Do you get the sense that everything now is genetic?
Surely one of the last bastions of learned behavior is executive development. Over the generations, we have spent millions turning individuals into leaders at the military-service academies, at business schools and with corporate programs.
Despite the extensive practice of leadership development, we don't have a great sense as to how well this training actually works, and many critics have long suggested that leadership can't be taught. Some people are born leaders, they say, and others just aren't.
So here's a study, "Leadership and Neuroscience: Can We Revolutionize the Way That Inspirational Leaders Are Identified and Developed?," that appeared in the February issue of the Academy of Management Perspectivesthat gives some solace to both sides of the debate.
The study, by David A. Waldman, Pierre A. Balthazard and Suzanne J. Peterson, centers on the concept of coherence, which measures the extent to which different parts of the human brain communicate with each other.
The idea is that different parts of the brain are responsible for different types of behavior and responses as well as different types of cognition (remember the "left/right brain" arguments?). Brains that are better able to communicate across regions may also be better able to handle a range of responses and thinking, especially the complex process of understanding and conveying emotions.
The study used electroencephalographs -- those little electrodes on your head -- to measure the extent to which signals are moving across parts of the brain.
The authors found that greater movement, suggesting greater coherence, was associated with individuals who had visions of the future for their organizations that were more inclusive and collective; those with less coherence had more individualized or, one might say, more selfish visions.
And finally, those with more collective visions were seen as more inspirational and charismatic by their followers.
The idea that charismatic leadership has this physical manifestation in the brain is especially important because such leadership appears to be, at a minimum, one of the least teachable aspects of management.
So these results seem to support those who believe that some people have it and others don't.
But before we get carried away with the inevitability of biology, the authors of the study note that the same techniques of mapping brain signals have been used in other contexts to actually rewire the brain.
Neurofeedback is the process of helping an individual understand how his or her brain is firing in different ways and recognize the associated sensations so that one can learn to focus on particular patterns of firing.
The idea is the same as with biofeedback, which helps people learn how to control their involuntary processes like heart rates.
There is some evidence that neurofeedback can change some brain functioning. It may be possible to teach people how to change their brain activity in ways that create more coherence across regions of the brain, possibly allowing us to process information and emotions in ways that make us more inspirational to others.
It's important to note that these results are just suggestive. We don't know with any certainty that the brain patterns observed are actually the cause of the leadership traits. And we don't know to what extent we will be able to change those brain patterns.
But we may have to get used to the idea of leadership-development programs that involve hooking participants up to monitors and having them watch video screens.
Since leadership-development programs are so often held in swanky places, maybe those video screens can be set up near the golf course.
Peter Cappelli is the George W. Taylor Professor of Management and director of the Center for Human Resources at The Wharton School. His latest book, with Bill Novelli, is Managing the Older Worker: How to Prepare for the New Organizational Order.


TASK STATEMENT:
Every entry is to be written out word for word.

MATERIAL PROVIDED:
□ □ □ □ □ □ □

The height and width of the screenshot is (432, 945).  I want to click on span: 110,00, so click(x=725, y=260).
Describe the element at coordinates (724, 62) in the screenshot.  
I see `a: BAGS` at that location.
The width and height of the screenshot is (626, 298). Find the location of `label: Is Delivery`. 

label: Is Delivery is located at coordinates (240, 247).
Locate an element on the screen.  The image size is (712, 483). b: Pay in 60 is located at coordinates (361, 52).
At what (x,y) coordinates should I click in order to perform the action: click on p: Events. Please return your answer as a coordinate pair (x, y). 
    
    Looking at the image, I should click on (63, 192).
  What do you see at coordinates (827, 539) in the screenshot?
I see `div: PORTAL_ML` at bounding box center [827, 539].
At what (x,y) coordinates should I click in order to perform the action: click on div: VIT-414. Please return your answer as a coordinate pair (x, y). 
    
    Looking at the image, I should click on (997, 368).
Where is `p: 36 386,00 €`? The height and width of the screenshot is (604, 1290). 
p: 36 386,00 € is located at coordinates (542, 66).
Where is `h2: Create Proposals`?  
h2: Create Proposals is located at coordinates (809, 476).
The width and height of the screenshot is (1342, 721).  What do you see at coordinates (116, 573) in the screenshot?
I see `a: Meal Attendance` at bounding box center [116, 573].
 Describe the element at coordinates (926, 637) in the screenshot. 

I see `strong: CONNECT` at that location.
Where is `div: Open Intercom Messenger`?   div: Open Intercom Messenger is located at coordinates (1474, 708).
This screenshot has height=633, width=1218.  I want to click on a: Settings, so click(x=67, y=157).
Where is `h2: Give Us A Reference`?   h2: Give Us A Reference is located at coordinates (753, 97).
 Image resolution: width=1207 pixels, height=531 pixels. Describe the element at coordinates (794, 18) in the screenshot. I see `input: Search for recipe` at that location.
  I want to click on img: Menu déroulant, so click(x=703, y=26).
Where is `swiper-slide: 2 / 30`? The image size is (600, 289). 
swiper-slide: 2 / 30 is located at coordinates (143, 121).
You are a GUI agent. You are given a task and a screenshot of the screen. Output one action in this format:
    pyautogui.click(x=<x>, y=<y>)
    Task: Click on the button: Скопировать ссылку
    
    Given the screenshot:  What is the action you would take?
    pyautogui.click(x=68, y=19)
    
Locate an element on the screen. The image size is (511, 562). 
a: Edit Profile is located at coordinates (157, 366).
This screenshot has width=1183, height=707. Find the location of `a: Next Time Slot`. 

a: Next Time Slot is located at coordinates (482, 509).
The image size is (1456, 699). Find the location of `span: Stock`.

□ □ □ □ □ □ □

EXERCISE ANSWER:
The height and width of the screenshot is (432, 945).  I want to click on span: 110,00, so click(x=725, y=260).
Describe the element at coordinates (724, 62) in the screenshot.  
I see `a: BAGS` at that location.
The width and height of the screenshot is (626, 298). Find the location of `label: Is Delivery`. 

label: Is Delivery is located at coordinates (240, 247).
Locate an element on the screen.  The image size is (712, 483). b: Pay in 60 is located at coordinates (361, 52).
At what (x,y) coordinates should I click in order to perform the action: click on p: Events. Please return your answer as a coordinate pair (x, y). 
    
    Looking at the image, I should click on (63, 192).
  What do you see at coordinates (827, 539) in the screenshot?
I see `div: PORTAL_ML` at bounding box center [827, 539].
At what (x,y) coordinates should I click in order to perform the action: click on div: VIT-414. Please return your answer as a coordinate pair (x, y). 
    
    Looking at the image, I should click on (997, 368).
Where is `p: 36 386,00 €`? The height and width of the screenshot is (604, 1290). 
p: 36 386,00 € is located at coordinates (542, 66).
Where is `h2: Create Proposals`?  
h2: Create Proposals is located at coordinates (809, 476).
The width and height of the screenshot is (1342, 721).  What do you see at coordinates (116, 573) in the screenshot?
I see `a: Meal Attendance` at bounding box center [116, 573].
 Describe the element at coordinates (926, 637) in the screenshot. 

I see `strong: CONNECT` at that location.
Where is `div: Open Intercom Messenger`?   div: Open Intercom Messenger is located at coordinates (1474, 708).
This screenshot has height=633, width=1218.  I want to click on a: Settings, so click(x=67, y=157).
Where is `h2: Give Us A Reference`?   h2: Give Us A Reference is located at coordinates (753, 97).
 Image resolution: width=1207 pixels, height=531 pixels. Describe the element at coordinates (794, 18) in the screenshot. I see `input: Search for recipe` at that location.
  I want to click on img: Menu déroulant, so click(x=703, y=26).
Where is `swiper-slide: 2 / 30`? The image size is (600, 289). 
swiper-slide: 2 / 30 is located at coordinates (143, 121).
You are a GUI agent. You are given a task and a screenshot of the screen. Output one action in this format:
    pyautogui.click(x=<x>, y=<y>)
    Task: Click on the button: Скопировать ссылку
    
    Given the screenshot:  What is the action you would take?
    pyautogui.click(x=68, y=19)
    
Locate an element on the screen. The image size is (511, 562). 
a: Edit Profile is located at coordinates (157, 366).
This screenshot has width=1183, height=707. Find the location of `a: Next Time Slot`. 

a: Next Time Slot is located at coordinates (482, 509).
The image size is (1456, 699). Find the location of `span: Stock`.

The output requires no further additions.